Pradyot Lal was that kind of a journalist, among the breed who entered the profession just in time to see the passing away of the generation of editors who had reported the freedom struggle, or perhaps had participated in it. Journalism of integrity, courage and conviction is not a contagion one can contract by contact or shared editorial space. If anything, it could survive after the Emergency of 1975-77 only in the insularity of inner strength. Pradyot, bred in a family of immensely talented siblings, an alumni of the Jawaharlal Nehru University and specially of its Library, retained his innate shyness but flowered in the editorial environment provided to him by the Patriot newspaper, now long defunct. That is where one first met him, part of an immensely exciting group of young men and women who wanted to use the written word to explore the times, and document the powerful and the powerless. In Patriot and later for a decade or so in The Asian Age, as reporter, feature writer and leader writer, Pradyot brought precision, veracity and intelligence in deciphering developments and critiquing the social and political discourse.

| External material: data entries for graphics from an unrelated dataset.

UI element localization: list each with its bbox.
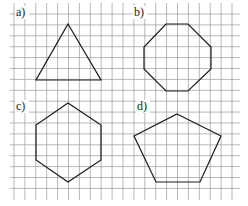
polygon-shapes xyxy=(36,24,221,182)
panel-label-c: c) xyxy=(16,99,25,113)
panel-label-a: a) xyxy=(16,5,25,19)
polygons-on-grid-figure: a)b)c)d) xyxy=(0,0,248,206)
panel-label-b: b) xyxy=(134,5,144,19)
panel-label-d: d) xyxy=(137,99,147,113)
panel-labels: a)b)c)d) xyxy=(15,5,150,113)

His editors knew they could trust him as much on the quality of the content, as on his ability to meet the deadlines, often unreasonably short.

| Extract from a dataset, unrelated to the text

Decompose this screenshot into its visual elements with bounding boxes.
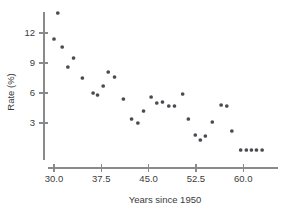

Among the generation that was the first to switch to the personal computer for its writing, Pradyot was slow to espouse the social media. When he did, his friends were surprised that he never mentioned anything political in his posts on Facebook. His wife and fellow-journalist Manjula, also a JNU person who he first met not on the campus but in the editorial offices of Patriot in Link House, explained the reason. Writing on politics was his day job. Social media became an outlet for his other loves, the music of the golden age of Hindi cinema, from the 1950s to the mid-1970s when poetry and music married, and cricket when the straight bat of a Salim Durrani or a Mansoor Ali Khan Pataudi explained the meaning of style and grace of the game. He was, of course, a personal friend of the two. He googled hard and long to find rare photographs of Dilip Kumar, Dev Anand, Raj Kapoor, alone and together, and put them on Facebook in the dark hours of the night, to delight his friends next morning with a mix of history and nostalgia. Snatches of a song or that rare photograph of Yusuf Khan spoke of painstaking research.

Not surprisingly, the man faced life with a straight bat too, whatever googly it served him in the 35 or so years he worked, dodging deadly blows with a smile. He went away as suddenly.

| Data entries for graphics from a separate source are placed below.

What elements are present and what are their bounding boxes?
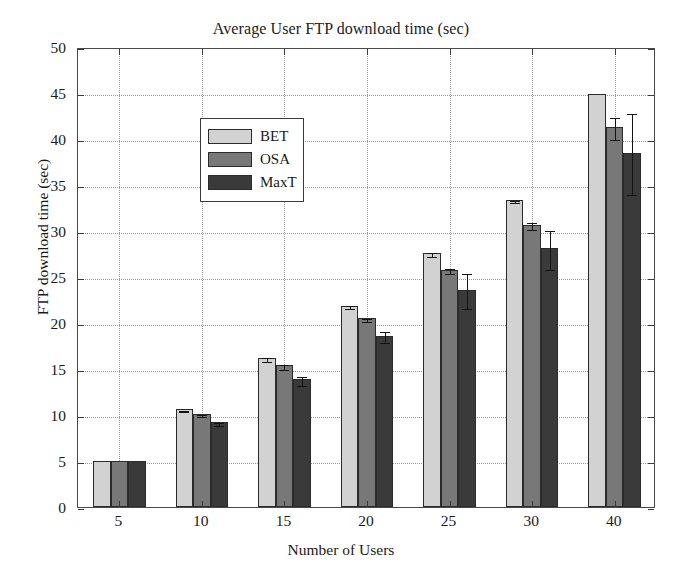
y-tick-mark xyxy=(648,141,654,142)
y-tick-mark xyxy=(78,187,84,188)
x-tick-label: 20 xyxy=(358,512,374,530)
y-tick-mark xyxy=(648,463,654,464)
x-tick-label: 25 xyxy=(441,512,457,530)
y-tick-mark xyxy=(78,463,84,464)
y-tick-mark xyxy=(648,95,654,96)
x-tick-mark xyxy=(615,501,616,507)
y-tick-mark xyxy=(78,371,84,372)
y-tick-mark xyxy=(648,49,654,50)
x-axis-tick-labels: 5101520253040 xyxy=(77,512,655,538)
x-tick-label: 10 xyxy=(193,512,209,530)
y-tick-label: 45 xyxy=(51,85,67,103)
x-tick-label: 40 xyxy=(606,512,622,530)
y-tick-mark xyxy=(648,417,654,418)
x-tick-mark xyxy=(119,501,120,507)
y-tick-mark xyxy=(78,141,84,142)
legend-item-osa: OSA xyxy=(208,148,296,171)
x-tick-mark xyxy=(532,49,533,55)
legend-label-maxt: MaxT xyxy=(260,175,297,190)
x-tick-mark xyxy=(367,49,368,55)
x-tick-mark xyxy=(284,501,285,507)
legend-label-osa: OSA xyxy=(260,152,290,167)
x-tick-mark xyxy=(202,49,203,55)
x-tick-mark xyxy=(119,49,120,55)
x-tick-mark xyxy=(202,501,203,507)
y-tick-mark xyxy=(78,95,84,96)
x-tick-label: 15 xyxy=(276,512,292,530)
legend-swatch-maxt xyxy=(208,175,252,190)
x-tick-mark xyxy=(615,49,616,55)
legend-swatch-osa xyxy=(208,152,252,167)
y-tick-label: 25 xyxy=(51,269,67,287)
y-tick-mark xyxy=(78,417,84,418)
y-tick-label: 50 xyxy=(51,39,67,57)
legend-item-bet: BET xyxy=(208,125,296,148)
y-tick-label: 5 xyxy=(58,453,66,471)
y-tick-label: 0 xyxy=(58,499,66,517)
y-tick-mark xyxy=(648,509,654,510)
y-tick-label: 10 xyxy=(51,407,67,425)
plot-area: BET OSA MaxT xyxy=(77,48,655,508)
x-tick-mark xyxy=(450,501,451,507)
chart-legend: BET OSA MaxT xyxy=(200,118,304,202)
axis-tick-marks xyxy=(78,49,654,507)
y-tick-mark xyxy=(648,371,654,372)
y-tick-label: 35 xyxy=(51,177,67,195)
y-tick-mark xyxy=(648,187,654,188)
y-tick-mark xyxy=(648,233,654,234)
x-tick-label: 5 xyxy=(114,512,122,530)
x-axis-title: Number of Users xyxy=(0,541,682,559)
legend-label-bet: BET xyxy=(260,129,288,144)
y-tick-mark xyxy=(648,325,654,326)
x-tick-label: 30 xyxy=(523,512,539,530)
y-tick-mark xyxy=(78,49,84,50)
y-tick-mark xyxy=(78,279,84,280)
y-tick-mark xyxy=(648,279,654,280)
x-tick-mark xyxy=(284,49,285,55)
y-axis-title: FTP download time (sec) xyxy=(34,87,52,387)
x-tick-mark xyxy=(450,49,451,55)
y-tick-label: 20 xyxy=(51,315,67,333)
chart-figure: Average User FTP download time (sec) 051… xyxy=(0,0,682,584)
legend-swatch-bet xyxy=(208,129,252,144)
y-tick-mark xyxy=(78,233,84,234)
y-tick-mark xyxy=(78,325,84,326)
y-tick-label: 30 xyxy=(51,223,67,241)
y-tick-label: 15 xyxy=(51,361,67,379)
y-tick-mark xyxy=(78,509,84,510)
chart-title: Average User FTP download time (sec) xyxy=(0,20,682,38)
x-tick-mark xyxy=(532,501,533,507)
legend-item-maxt: MaxT xyxy=(208,171,296,194)
y-tick-label: 40 xyxy=(51,131,67,149)
x-tick-mark xyxy=(367,501,368,507)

Pradyot Lal would have liked the intimacy of the memorial meeting for him on the rooftop of the office of the Delhi Union of Journalists in New Delhi's Shankar Market. The hooting from shunting railway engines interrupted colleagues and friends —and many were the rare combination of old colleagues who remained close friends over the decades. They celebrated many things about him, his skills with the English language, with the processing of information, data and developments, with making sense out of contemporary politics. But the lump in their throat was in the recounting of his humour, gentleness, his civility, and his decency. All those will be missed.

The author is a senior journalist, human rights activist and member of the National Integration Council.